Miss Kopp Investigates
August 31, 2021

Book Review

Miss Kopp Investigates

reviewed by Carolyn Scott

 

In the winter of 1919, with the war in Europe over, the Kopp sisters are finally back together again. However, it is the death of their brother Francis from a sudden heart attack that has summoned Norma reluctantly back from France and brought Constance home from Washington, where she was to work for the Bureau of Investigation training female agents. The three sisters rally around their sister-in-law Bessie and her children and try to work out how on earth they are going to manage to support themselves and the children without Francis.

Not only do any of them currently have a job, but Francis has also surprising left behind large debts and, unknown to Bessie, borrowed against the house. Norma immediately decides they need to sell the farm left to them by their parents and all move in with Bessie until they have the funds to buy a house in Hawthorne near Bessie. In her usual pragmatic way, Norma sets about fixing up the house and subdividing the land for sale as building sites. Constance finds a part-time job as a store detective which brings in a little money, but it’s their sister Fleurette who finds a lucrative job. Having lost her singing voice after an illness, Fleurette and her Amazonian parrot Laura are unable to return to their stage act. However, Fleurette is always resourceful and finds unusual employment posing as ‘the other woman’ in photographs for a somewhat unscrupulous lawyer. Needless to say, with her love of dressing up and her acting skills it’s a job she performs splendidly, but one she knows her sisters must never find out about.

As with the earlier books in this series, Amy Stewart brings us a wonderful sense of the place and the time in which the sisters live. Particularly what it was like for unmarried women and widows having to have to support themselves in a time when it was difficult for woman to work or be financially independent. Fortunately, the Kopp women are made of sterner stuff and Bessie is in good hands. It is Fleurette, the youngest of the three sisters who really shines in this episode as she stands up to Norma bossing her around and asserts her independence. Her work with the lawyer inadvertently draws her into uncovering a scam taking place against vulnerable women and for once it’s Fleurette, and not her more famous sister Constance, who is the amateur detective investigating a crime.

I love that Amy Stewart has blended historical facts with fiction in this series of books based on the lives of the real Kopp sisters. In her afternotes she mentions that Francis did die of a heart attack (although a few years later) and the sisters did sell the farm and move to a house near Bessie. Constance did work in a department store for a time and Fleurette did indeed have an Amazonian parrot and lose her singing voice, later acting as ‘the other woman’ for photos needed by men who wanted to make divorce easy for their wives. It’s this successful blending of facts about these interesting sisters with fiction that makes these books so delightful and such a joy to read.

With thanks to Mariner Books and Netgalley for a copy to read. Expected publication September 7, 2021.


TASK INSTRUCTIONS — Return, word for word, every line starting at the line with "Describe the element at coordinates (88, 15)" and ending at the final line of the entries; skip the pictures.
----- SUPPLIED INFORMATION -----
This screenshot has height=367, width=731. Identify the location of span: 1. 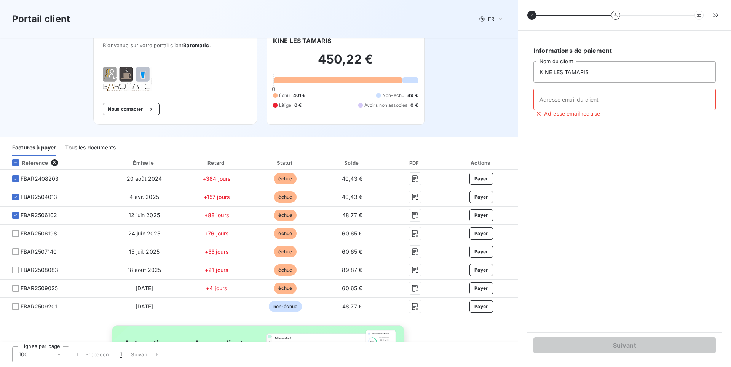
(121, 355).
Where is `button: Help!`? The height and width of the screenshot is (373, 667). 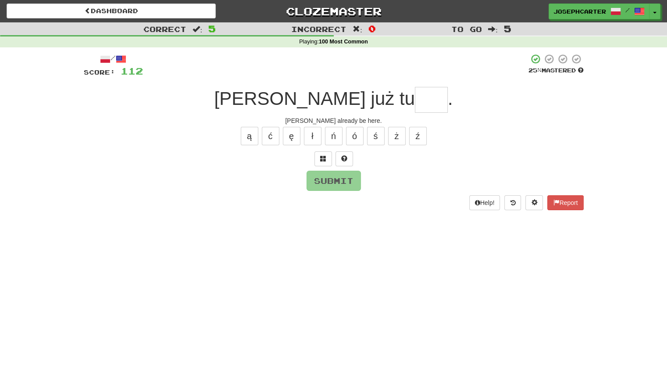
button: Help! is located at coordinates (485, 203).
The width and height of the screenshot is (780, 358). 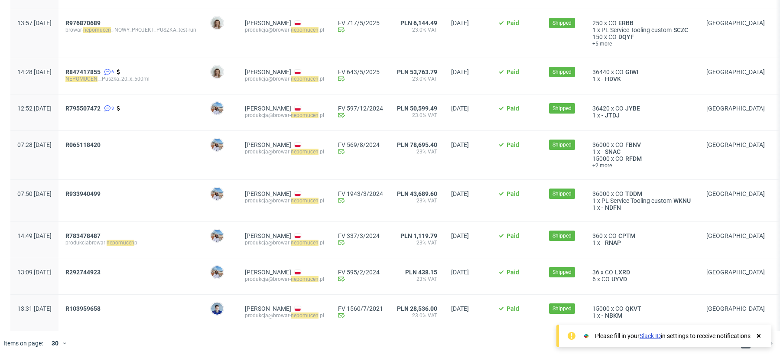 I want to click on a: R103959658, so click(x=84, y=308).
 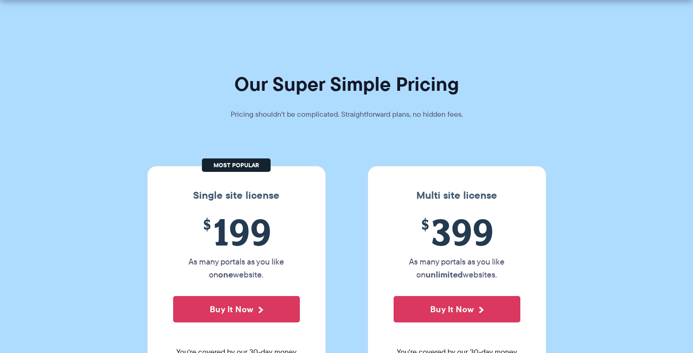 I want to click on span: 399, so click(x=456, y=232).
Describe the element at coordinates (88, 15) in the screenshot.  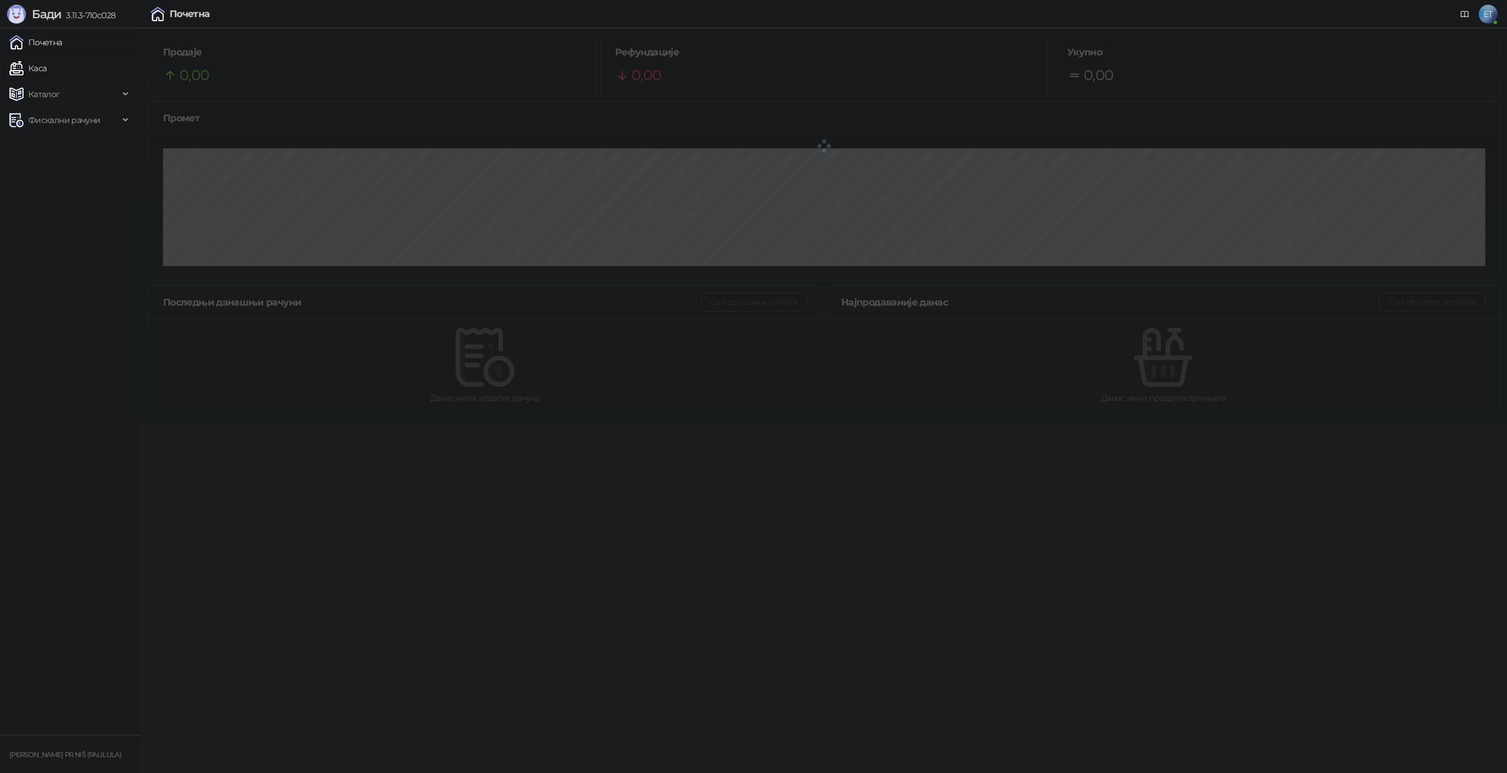
I see `span: 3.11.3-710c028` at that location.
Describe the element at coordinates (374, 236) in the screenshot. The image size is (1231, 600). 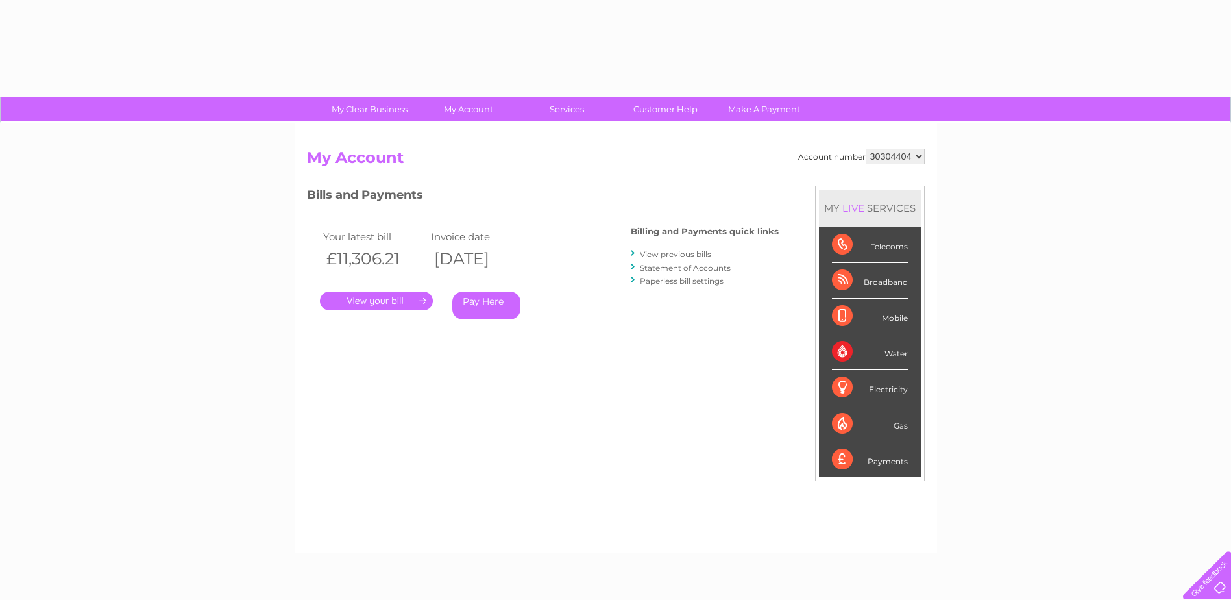
I see `td: Your latest bill` at that location.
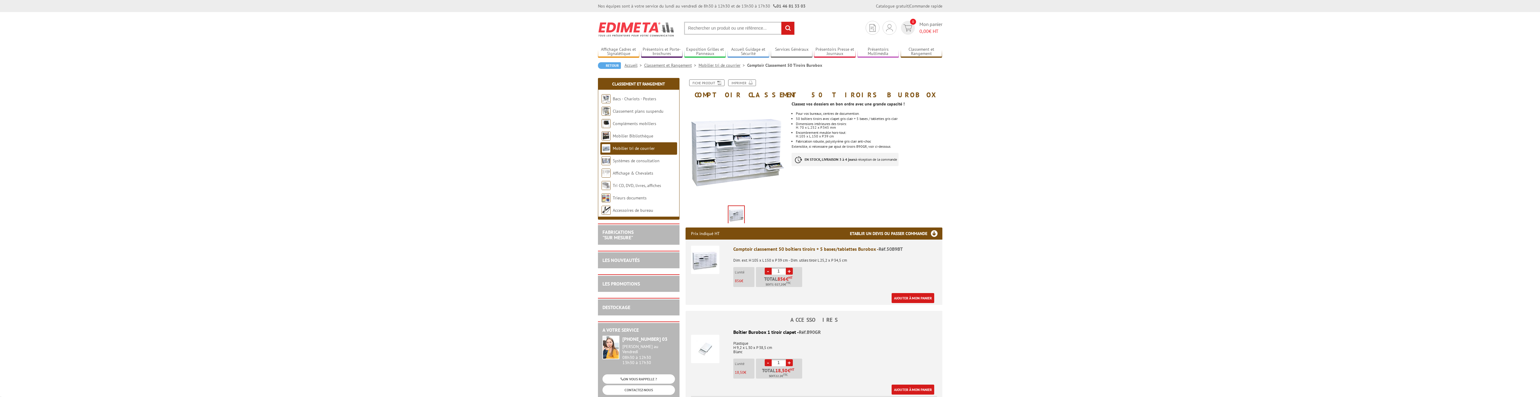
-----
ANSWER BELOW —
Describe the element at coordinates (88, 15) in the screenshot.  
I see `span: 3.11.3-710c028` at that location.
Describe the element at coordinates (374, 236) in the screenshot. The image size is (1231, 600). 
I see `td: Your latest bill` at that location.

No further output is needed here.